Review Your RFP Templates for Accessibility
Look critically at your standard RFP templates. Are they unnecessarily complex? Do they include requirements — like years of experience or minimum revenue thresholds — that may be screening out qualified small vendors? Consider creating tiered procurement processes where smaller contracts have simplified requirements appropriate for smaller vendors.
Invest in Vendor Outreach Before Solicitations Launch
The most competitive procurements attract the most qualified vendors. But attracting qualified vendors requires proactive outreach, not just passive posting on a procurement portal. Consider hosting informational sessions, partnering with local business associations, and publishing advance notices of upcoming solicitations to give smaller firms time to prepare.

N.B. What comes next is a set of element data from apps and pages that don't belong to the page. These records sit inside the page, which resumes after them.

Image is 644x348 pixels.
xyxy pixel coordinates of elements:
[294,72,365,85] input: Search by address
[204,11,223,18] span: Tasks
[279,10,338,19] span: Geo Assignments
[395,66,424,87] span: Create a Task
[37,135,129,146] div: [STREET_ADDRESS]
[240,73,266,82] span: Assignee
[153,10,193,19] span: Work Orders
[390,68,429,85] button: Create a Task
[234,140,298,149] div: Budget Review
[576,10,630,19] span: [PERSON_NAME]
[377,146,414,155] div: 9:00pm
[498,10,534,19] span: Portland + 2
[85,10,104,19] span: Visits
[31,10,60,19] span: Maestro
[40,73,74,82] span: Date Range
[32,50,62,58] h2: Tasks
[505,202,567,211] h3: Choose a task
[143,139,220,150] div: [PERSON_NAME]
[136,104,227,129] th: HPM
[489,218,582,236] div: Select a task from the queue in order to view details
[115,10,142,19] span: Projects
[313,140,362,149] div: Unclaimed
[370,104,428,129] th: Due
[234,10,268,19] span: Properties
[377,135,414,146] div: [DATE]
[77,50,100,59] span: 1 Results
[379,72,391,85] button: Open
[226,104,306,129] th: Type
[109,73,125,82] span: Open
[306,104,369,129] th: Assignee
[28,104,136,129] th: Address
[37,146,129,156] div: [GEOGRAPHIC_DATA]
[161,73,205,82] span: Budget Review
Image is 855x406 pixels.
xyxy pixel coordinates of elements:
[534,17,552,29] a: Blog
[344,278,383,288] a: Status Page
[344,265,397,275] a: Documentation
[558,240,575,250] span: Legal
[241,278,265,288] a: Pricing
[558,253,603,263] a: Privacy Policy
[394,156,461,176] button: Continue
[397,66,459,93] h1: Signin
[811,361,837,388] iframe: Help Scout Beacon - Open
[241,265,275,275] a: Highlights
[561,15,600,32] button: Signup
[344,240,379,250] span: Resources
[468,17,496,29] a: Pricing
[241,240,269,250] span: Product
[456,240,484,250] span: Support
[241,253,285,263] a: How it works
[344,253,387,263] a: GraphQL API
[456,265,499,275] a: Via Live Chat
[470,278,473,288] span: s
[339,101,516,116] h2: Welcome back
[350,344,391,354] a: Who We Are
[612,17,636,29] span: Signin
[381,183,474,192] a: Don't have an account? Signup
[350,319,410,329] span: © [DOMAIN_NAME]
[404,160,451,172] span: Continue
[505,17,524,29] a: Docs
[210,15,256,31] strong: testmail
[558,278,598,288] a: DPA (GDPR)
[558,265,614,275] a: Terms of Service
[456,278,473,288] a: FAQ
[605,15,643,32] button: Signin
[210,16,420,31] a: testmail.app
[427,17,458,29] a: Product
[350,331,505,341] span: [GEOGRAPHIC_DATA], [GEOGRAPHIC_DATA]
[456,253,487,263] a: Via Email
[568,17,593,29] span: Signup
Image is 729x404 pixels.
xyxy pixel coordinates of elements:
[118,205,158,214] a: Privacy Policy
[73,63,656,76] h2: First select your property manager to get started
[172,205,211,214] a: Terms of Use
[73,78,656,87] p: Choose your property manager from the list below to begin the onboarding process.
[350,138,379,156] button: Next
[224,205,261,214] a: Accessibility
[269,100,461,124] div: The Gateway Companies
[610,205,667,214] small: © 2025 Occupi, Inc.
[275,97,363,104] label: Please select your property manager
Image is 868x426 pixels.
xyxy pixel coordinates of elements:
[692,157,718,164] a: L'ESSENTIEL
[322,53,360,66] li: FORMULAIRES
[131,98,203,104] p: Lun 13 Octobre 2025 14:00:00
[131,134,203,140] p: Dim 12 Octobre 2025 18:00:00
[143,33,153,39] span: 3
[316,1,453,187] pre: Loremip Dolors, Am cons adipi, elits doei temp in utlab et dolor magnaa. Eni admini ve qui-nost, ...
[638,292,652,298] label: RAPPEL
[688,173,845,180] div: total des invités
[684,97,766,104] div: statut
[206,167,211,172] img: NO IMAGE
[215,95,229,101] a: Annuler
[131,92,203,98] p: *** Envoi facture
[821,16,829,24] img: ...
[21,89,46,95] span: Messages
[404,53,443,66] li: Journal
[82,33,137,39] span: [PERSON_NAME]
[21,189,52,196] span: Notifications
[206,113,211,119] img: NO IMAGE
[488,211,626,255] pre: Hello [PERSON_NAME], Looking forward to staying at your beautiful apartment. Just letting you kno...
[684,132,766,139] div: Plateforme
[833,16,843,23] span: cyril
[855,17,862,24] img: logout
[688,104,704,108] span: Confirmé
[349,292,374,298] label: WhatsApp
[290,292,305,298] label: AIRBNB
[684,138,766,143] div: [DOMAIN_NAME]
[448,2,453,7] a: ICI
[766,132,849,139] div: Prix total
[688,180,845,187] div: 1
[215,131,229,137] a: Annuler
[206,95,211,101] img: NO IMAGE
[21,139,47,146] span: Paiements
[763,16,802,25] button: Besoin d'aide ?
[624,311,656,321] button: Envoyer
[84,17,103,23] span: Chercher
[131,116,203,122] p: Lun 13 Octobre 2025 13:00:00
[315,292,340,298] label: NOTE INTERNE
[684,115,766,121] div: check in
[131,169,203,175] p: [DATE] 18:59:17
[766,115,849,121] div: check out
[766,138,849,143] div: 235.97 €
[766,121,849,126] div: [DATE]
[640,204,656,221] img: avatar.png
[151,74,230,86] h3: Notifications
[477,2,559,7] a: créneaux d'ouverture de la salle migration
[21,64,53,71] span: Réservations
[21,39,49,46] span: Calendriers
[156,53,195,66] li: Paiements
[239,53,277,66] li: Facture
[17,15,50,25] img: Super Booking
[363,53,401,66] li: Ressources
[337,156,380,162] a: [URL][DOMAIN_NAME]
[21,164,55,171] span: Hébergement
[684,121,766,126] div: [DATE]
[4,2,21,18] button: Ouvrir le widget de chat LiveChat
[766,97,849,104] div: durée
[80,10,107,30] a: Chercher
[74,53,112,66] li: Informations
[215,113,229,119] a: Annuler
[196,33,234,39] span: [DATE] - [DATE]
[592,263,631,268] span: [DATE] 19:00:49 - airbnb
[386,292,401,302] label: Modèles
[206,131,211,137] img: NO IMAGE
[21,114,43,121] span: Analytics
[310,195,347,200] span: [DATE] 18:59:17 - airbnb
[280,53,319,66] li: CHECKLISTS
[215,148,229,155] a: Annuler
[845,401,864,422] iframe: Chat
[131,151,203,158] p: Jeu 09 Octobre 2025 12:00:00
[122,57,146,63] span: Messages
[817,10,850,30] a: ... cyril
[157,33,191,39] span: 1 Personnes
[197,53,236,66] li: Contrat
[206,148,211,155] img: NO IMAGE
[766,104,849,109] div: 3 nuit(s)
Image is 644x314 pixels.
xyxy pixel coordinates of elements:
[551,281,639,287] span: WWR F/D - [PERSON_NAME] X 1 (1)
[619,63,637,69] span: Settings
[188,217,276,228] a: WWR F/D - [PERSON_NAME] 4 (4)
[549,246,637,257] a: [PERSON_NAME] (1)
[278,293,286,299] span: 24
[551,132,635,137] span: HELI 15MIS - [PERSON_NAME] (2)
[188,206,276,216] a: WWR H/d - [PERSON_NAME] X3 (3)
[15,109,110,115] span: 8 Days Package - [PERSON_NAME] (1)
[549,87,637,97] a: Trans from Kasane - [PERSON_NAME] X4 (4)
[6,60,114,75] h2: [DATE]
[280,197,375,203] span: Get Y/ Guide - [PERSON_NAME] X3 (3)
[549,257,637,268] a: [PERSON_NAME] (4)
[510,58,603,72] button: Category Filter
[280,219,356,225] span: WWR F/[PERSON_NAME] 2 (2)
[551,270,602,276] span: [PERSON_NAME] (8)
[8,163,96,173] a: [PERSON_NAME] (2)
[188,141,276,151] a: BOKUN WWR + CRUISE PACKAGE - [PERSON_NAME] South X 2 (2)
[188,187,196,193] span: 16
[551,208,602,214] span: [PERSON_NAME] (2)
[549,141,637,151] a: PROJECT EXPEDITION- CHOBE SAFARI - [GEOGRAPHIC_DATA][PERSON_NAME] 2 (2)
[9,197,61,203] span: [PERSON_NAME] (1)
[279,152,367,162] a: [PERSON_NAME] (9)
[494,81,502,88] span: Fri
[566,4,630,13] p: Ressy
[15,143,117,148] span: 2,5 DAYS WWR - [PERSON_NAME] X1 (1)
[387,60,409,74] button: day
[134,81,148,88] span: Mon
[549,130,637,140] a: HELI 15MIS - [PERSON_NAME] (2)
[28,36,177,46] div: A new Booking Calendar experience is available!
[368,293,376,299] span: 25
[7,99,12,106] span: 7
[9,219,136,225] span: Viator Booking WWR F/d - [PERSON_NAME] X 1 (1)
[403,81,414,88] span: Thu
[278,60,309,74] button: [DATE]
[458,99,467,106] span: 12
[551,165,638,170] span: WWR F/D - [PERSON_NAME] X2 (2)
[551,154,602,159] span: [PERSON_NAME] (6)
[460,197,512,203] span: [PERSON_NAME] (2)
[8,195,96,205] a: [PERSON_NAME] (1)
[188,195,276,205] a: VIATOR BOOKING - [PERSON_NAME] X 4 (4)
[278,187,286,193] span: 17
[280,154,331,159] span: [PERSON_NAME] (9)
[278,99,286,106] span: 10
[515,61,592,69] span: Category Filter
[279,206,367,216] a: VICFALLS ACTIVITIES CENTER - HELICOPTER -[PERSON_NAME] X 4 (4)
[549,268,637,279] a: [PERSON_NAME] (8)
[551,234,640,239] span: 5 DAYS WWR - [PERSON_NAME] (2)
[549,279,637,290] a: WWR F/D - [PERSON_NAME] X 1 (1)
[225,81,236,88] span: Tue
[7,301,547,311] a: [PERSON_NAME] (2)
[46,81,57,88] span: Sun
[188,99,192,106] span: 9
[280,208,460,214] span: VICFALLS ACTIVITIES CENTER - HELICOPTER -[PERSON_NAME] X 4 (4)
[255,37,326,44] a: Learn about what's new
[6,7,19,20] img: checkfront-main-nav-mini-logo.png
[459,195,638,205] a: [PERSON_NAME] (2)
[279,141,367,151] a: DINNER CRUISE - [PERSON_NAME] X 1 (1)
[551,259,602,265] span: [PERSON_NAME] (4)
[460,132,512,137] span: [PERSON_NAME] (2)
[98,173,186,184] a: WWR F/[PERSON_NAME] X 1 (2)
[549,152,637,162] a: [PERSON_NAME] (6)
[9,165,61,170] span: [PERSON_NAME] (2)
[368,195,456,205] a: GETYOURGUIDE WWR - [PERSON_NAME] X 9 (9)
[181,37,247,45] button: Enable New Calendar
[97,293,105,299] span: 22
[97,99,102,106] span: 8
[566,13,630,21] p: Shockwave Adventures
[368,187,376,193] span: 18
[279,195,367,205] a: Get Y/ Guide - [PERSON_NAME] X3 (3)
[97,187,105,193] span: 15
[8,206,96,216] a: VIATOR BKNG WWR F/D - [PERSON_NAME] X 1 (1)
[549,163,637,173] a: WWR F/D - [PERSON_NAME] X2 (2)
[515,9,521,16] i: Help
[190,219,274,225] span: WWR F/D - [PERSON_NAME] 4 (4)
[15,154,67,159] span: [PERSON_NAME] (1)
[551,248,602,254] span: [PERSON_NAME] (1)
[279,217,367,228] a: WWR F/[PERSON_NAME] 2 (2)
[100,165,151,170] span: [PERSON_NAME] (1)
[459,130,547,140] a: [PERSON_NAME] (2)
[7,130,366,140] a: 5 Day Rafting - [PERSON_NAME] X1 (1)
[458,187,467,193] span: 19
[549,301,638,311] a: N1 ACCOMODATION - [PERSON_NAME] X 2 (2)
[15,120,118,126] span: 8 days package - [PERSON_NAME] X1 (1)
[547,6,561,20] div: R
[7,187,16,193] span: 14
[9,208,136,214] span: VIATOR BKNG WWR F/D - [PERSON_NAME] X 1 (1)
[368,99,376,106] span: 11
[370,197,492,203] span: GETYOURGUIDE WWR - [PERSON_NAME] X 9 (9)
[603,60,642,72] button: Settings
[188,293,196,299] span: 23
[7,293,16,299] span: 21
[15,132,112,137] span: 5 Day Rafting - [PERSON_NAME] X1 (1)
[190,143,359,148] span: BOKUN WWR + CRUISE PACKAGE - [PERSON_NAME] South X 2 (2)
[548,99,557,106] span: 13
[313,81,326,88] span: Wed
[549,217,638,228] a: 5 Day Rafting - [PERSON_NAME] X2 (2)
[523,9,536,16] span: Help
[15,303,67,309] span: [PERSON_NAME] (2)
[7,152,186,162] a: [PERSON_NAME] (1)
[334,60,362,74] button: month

Build Evaluation Criteria That Reward Local and Small Business Participation
If supporting small and local businesses is a genuine priority, make sure your evaluation criteria reflect that. Explicitly weighting local presence, small business status, or community impact in your scoring rubric sends a clear signal to the market and ensures your stated values align with your actual decisions.
Use Technology to Streamline the Process for Everyone
Complex procurement processes are burdensome not just for vendors but for procurement teams as well. Leveraging technology — from e-procurement platforms to AI-assisted tools like CreateYourRFP — can help reduce administrative burden, improve the quality and consistency of your solicitations, and free up your team to focus on the strategic, relationship-building work that truly drives vendor diversity.
Conclusion: Procurement as a Tool for Community Investment
Philadelphia's Capital Programs Office has offered the procurement community a compelling model for how public agencies can use the RFP process not just to buy goods and services, but to actively shape the economic landscape of their communities.
For procurement professionals, the lesson is clear: the decisions you make at every stage of the procurement cycle — how you write your RFPs, how you evaluate proposals, how you develop your vendor base — have real consequences for real businesses and real communities. Approaching that responsibility with intentionality and creativity can transform procurement from a back-office function into a genuine engine for economic equity.
For small and local firms, initiatives like this represent a meaningful opportunity. Engaging with these programs, pursuing certifications, building proposal-writing capability, and investing in relationships with procurement teams can open doors that might otherwise remain closed.
The work of building a more inclusive, resilient local economy is ongoing. But every well-designed RFP — and every small firm that wins a contract it might otherwise have lost — is a step in the right direction.